The best theater pieces involve characters who want something very badly. Perhaps that is what links Jane Austen’s Sense and Sensibility and the Stephen Sondheim/James Lapine musical, Into the Woods, which are the cornerstones of this year’s Festival Rep on Florida Atlantic University’s Boca Raton campus.
In the former, two sisters, Elinor and Marianne Dashwood, yearn for husbands when their father’s sudden death and England’s early 19th century inheritance laws leave them relatively destitute.

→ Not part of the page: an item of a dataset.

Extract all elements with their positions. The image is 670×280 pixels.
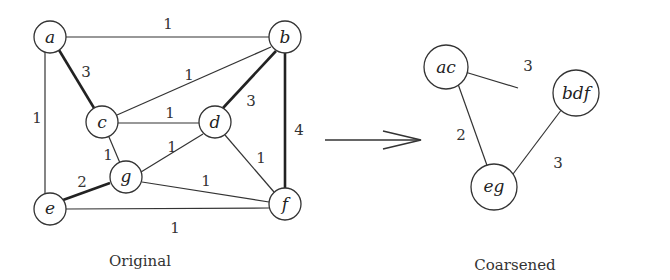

In the latter, which takes place in the “once upon a time” world of fairy tales, a baker and his wife need to gather objects to lift a neighboring witch’s spell and allow them to have the child they so desperately want.
Like much of Austen’s literary output, Sense and Sensibility conforms roughly to the familiar outline of romantic comedy, a parallel emphasized by the stage adaptation by Kate Hamill.
Elder, more level-headed Elinor (Amanda Corbett) nevertheless becomes smitten with her half-brother-in-law Edward Ferrars (Sean Patrick Gibbons), only to be crushed by the news that he has long been secretly engaged to another. Similarly, the comely, flirtatious Marianne (Gabriela Tortoledo) draws the attention of the dashing John Willoughby (Zak Westfall), but he too opts for a more monied partner. Much anguished chest-heaving ensues, but never fear that love will win out by the tale’s conclusion. Austen did, after all, know how to sell books.
Hamill’s stage version hits the high points of the novel, moved forward by a gossiping Greek chorus of young biddies. Director Jean-Louis Baldet moves the production along briskly with a cinematic flow, aided by stage-wide projections of the British countryside.
The purpose of Festival Rep is to give graduating masters students a professional credit and showcase. From that perspective, and factoring in their work in Into the Woods, Tortoledo and Westfall look to have promising careers ahead of them.
The Rep also fills casting holes with a few Actors’ Equity veterans. In the case of Sense and Sensibility, they include assistant professor Kathryn Lee Johnston as mother hen Mrs. Dashwood and South Florida stalwart Barry Tarallo as a relative of hers who invites her and her daughters to live in a small cottage on his land. Both actors lend solid support, though their secondary characters afford them little opportunity to stand out.
The Austen play is hardly easy to bring to life, but it takes a back seat to the performance and production challenges of the Sondheim-Lapine musical. Still, director Bruce Linser and his cast do a creditable job with the complex narrative of intertwined fairy tales and with Sondheim’s offbeat vocal rhythms.
Although the show in based in such familiar iconic characters as Cinderella, Little Red Riding Hood, Rapunzel and Beanstalk Jack, never doubt that Sondheim and Lapine have adult themes of life’s perils and community interdependence to explore. It is no spoiler to report that the first act ends with “happily ever after,” because the show’s depth lies in the darker second act, with a consideration of the consequences of what one wishes for.
In addition to more stellar work from Tortoledo as a clumsy, but endearing Cinderella, two other women in the cast are standouts. Jessica Eaton impresses in the key role of the Baker’s Wife, who has an unexpected encounter with a Prince in the woods and an un-fairy tale-like sexual awakening. And FAU faculty member Lynn McNutt grabs the spotlight as the rap-singing Witch who turns sympathetic as she reveals her maternal side.
Like Sense and Sensibility, Into the Woods is a show of many scenic locations, which Linser and set designer K. April Soroko solve with a series of stage-high tree trunks which can shift about, defining various playing spaces.
Now in its 20th season, FAU’s Festival Rep has figured out how to satisfy the dual goals of providing roles of substance to the cast while producing sufficiently commercial theater that attracts a sizable audience. It is a tricky balancing act, but Sense and Sensibility and Into the Woods demonstrate it can be done.
SENSE AND SENSIBILITY and INTO THE WOODS, Florida Atlantic University’s 2017 Festival Rep, 777 Glades Rd., Boca Raton. In repertory through July 30. $25. 800-564-9539.